There was no heartbreak and likely no relationship. Benoit’s mother had left Paris because it spat her out. 

He feared at first that his father might’ve been a Nazi officer, but the timing of his birth made this unlikely, too. Who, then? There were no answers he could find in Paris, so now here he is, in Saint-Cyr-Sur-Mer. 

So far, he has found nothing. 

He eats dinner at the hotel, then heads back out onto the streets. He wonders which of the little houses he walks by thathis mother grew up in. Wonders if she’d walked on these same paving stones. If she liked it here, with its quaint beauty and provincial charm. There’s no knowing any of this, of course. His mother kept this place a secret from him. Maybe she’d be repulsed, to know he’d gone there, looking for her. 

Benoit wanders up the hill, headed out of town. There’s a Roman villa up this way, and a small museum. It’s after closing, but as Benoit gets close, he can see the lights are on. When Benoit tries the door, he finds it is unlocked. He walks past the exhibits, softly lit. 
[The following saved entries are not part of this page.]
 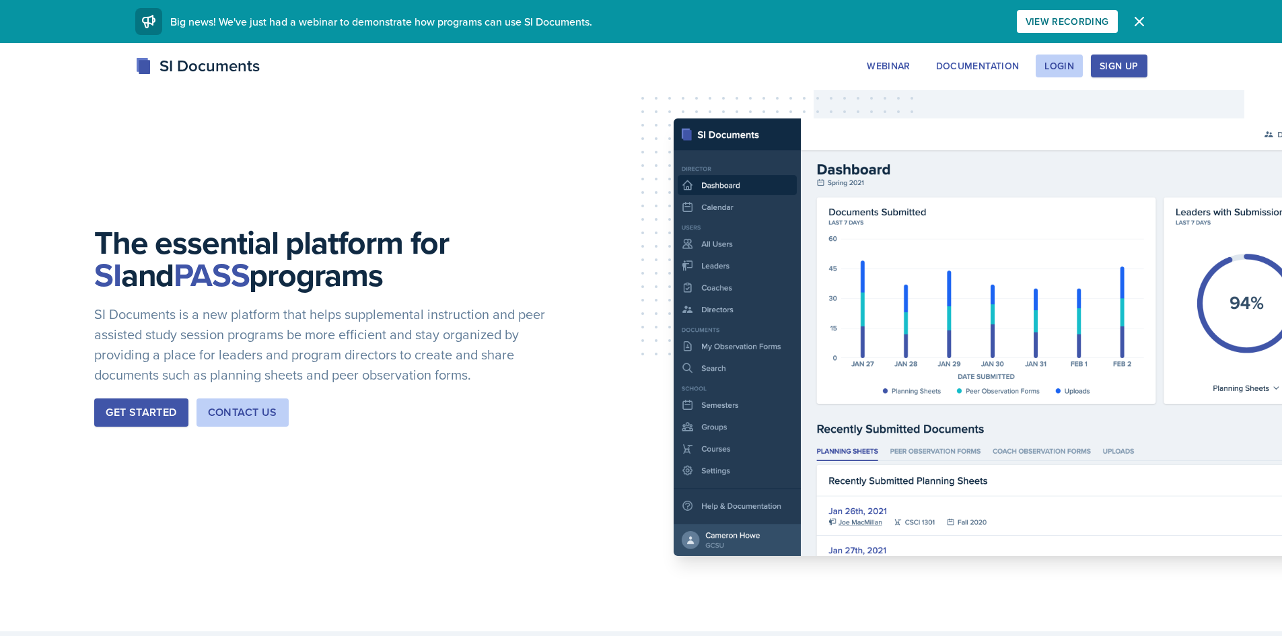 I want to click on div: View Recording, so click(x=1067, y=22).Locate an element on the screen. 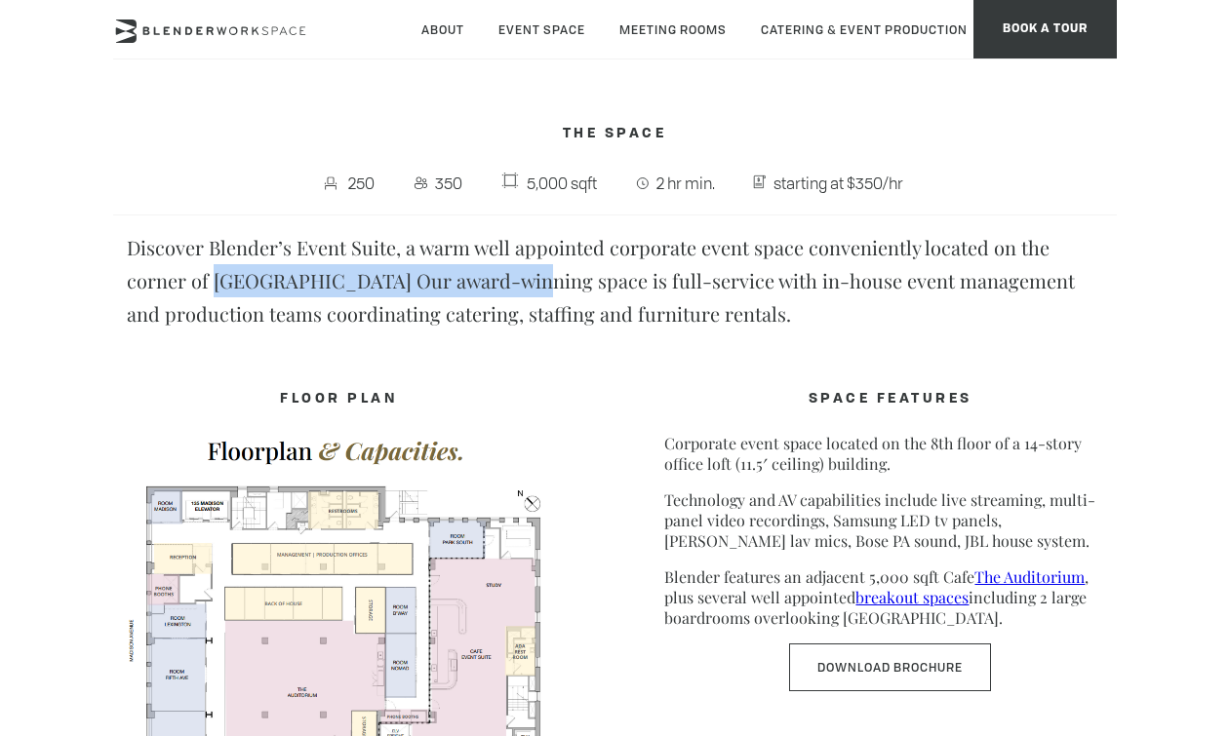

There is a man, tending to one of them. When he looks up at Benoit, there’s a quiet sort of hunger in his eyes. He introduces himself as Tommy, follows Benoit outside. Benoit finds himself waffling. Wondering aloud what he’d been thinking on his walk there. Of his mother, of this place, what it might’ve meant to her, and how he’ll never know. 

‘She always said she was from Paris. I don’t know why; this place is beautiful.’ 
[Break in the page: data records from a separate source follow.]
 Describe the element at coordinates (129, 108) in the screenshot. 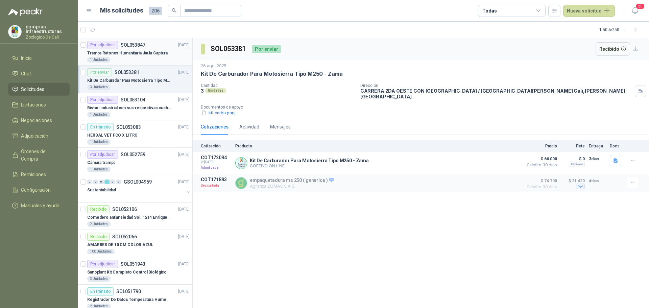

I see `p: Bisturi industrial con sus respectivas cuchillas segun muestra` at that location.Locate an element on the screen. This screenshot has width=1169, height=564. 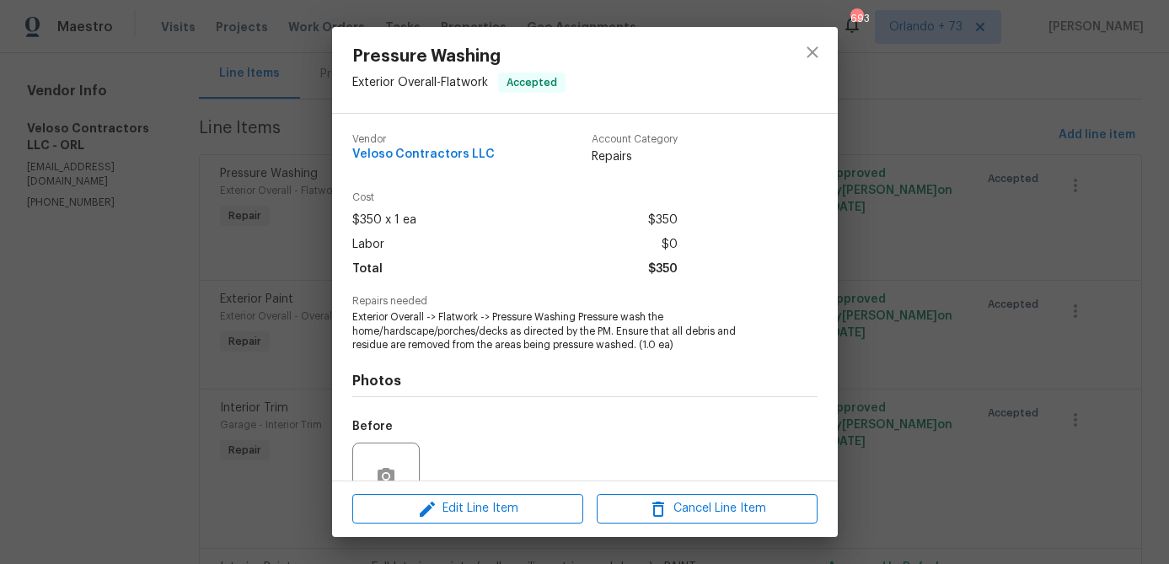
span: Cancel Line Item is located at coordinates (707, 508). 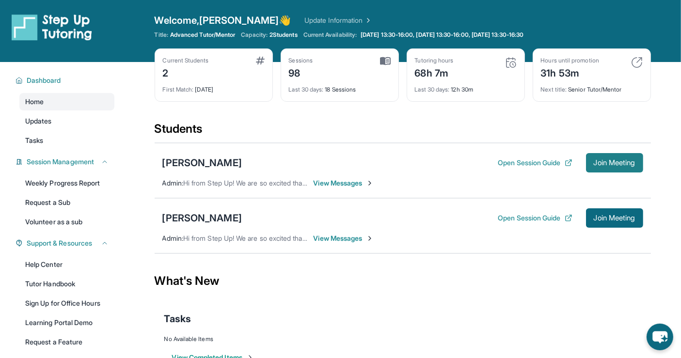 What do you see at coordinates (338, 20) in the screenshot?
I see `a: Update Information` at bounding box center [338, 20].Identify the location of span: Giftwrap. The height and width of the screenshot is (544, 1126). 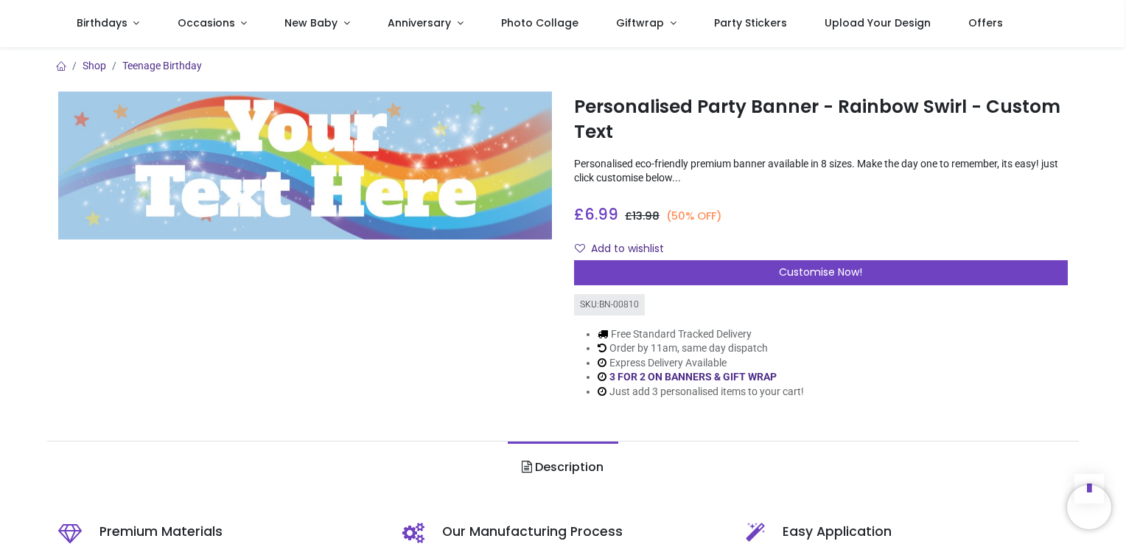
(640, 23).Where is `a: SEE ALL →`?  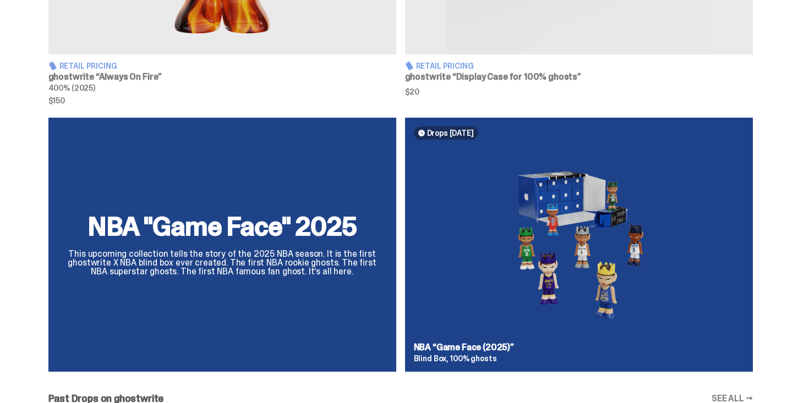 a: SEE ALL → is located at coordinates (732, 399).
Tommy looks out over the bay. ‘Yes, it really is.’ 

‘So are you, Tommy,’ says Benoit. And then Benoit kisses him. He’s not sure why, except that he knows Tommy will let him. He knows nothing of this man, who he is, what he’s doing in this place he is so clearly separate from. It doesn’t matter. What matters is the taste of the underside of Tommy’s tongue, the feel of his ribs under his hands, through his shirt. 

When they pull apart, Tommy offers to drive Benoit back to his hotel. They arrive, sit a moment together, quiet except for the purring engine.

‘Do you want to come up to my room?’ Benoit offers. He is already undressing Tommy in his mind, licking shapes into the hair on his chest. 

‘Oh, no. I’m far too old for that kind of thing,’ says Tommy. 

It hurts Benoit more fiercely than it ought to, but he manages to bite out some retort before he leaves. He marches up to his little room, strips naked, sits on the edge of the bed. He touches himself, thinks of Tommy, at first, but then of Billy. Billy with his rough, craftsman’s hands. Billy who he has not seen for months. 

Benoit makes a mess of his bedsheets, does his best to clean up with towels, downs a bottle of wine, sleeps in a great heap with his feet on the pillows. 

When Benoit wakes, it’s almost the end of the hotel’s serving time for breakfast. He dresses in a hurry, but when he gets there, there’s a frenzied energy to the place. ‘What’s going on?’ Benoit asks a waitress, once he’s found one. 

‘A man has been killed,’ she tells him. ‘Up on the cliffs. Struck over the head. He’s just a blow-in, not from round here.’ 

Benoit’s stomach flips. ‘Not the Englishman who works at the museum?’ 

‘Yes,’ says the waitress. ‘Did you know him?’ 

‘Not well,’ says Benoit. His heart is throbbing in his ears. He leaves the dining room in a daze, slams the door to his room. He picks up the old rotary phone at his bedside, dials the only number he can remember. Billy’s. 

[A CHOKING SOUND]

[WHOOSHING—]

Benoit, don’t!

[WHOOSHING—]

But he’s calling him, arranging to meet, and Billy is agreeing, and he’s— He’s going to die!

[WHOOSHING—]

Ah, Benoit! Don’t do this! Please!

[WHOOSHING—]

Benoit—!

[WHOOSH] 

You’re holding my hand, how are you— you’re made of stone, and— ah! It hurts. 

[STRUGGLING]

You’re hurting me. The paintbrush! Let me go! The splinters, they’re— AH.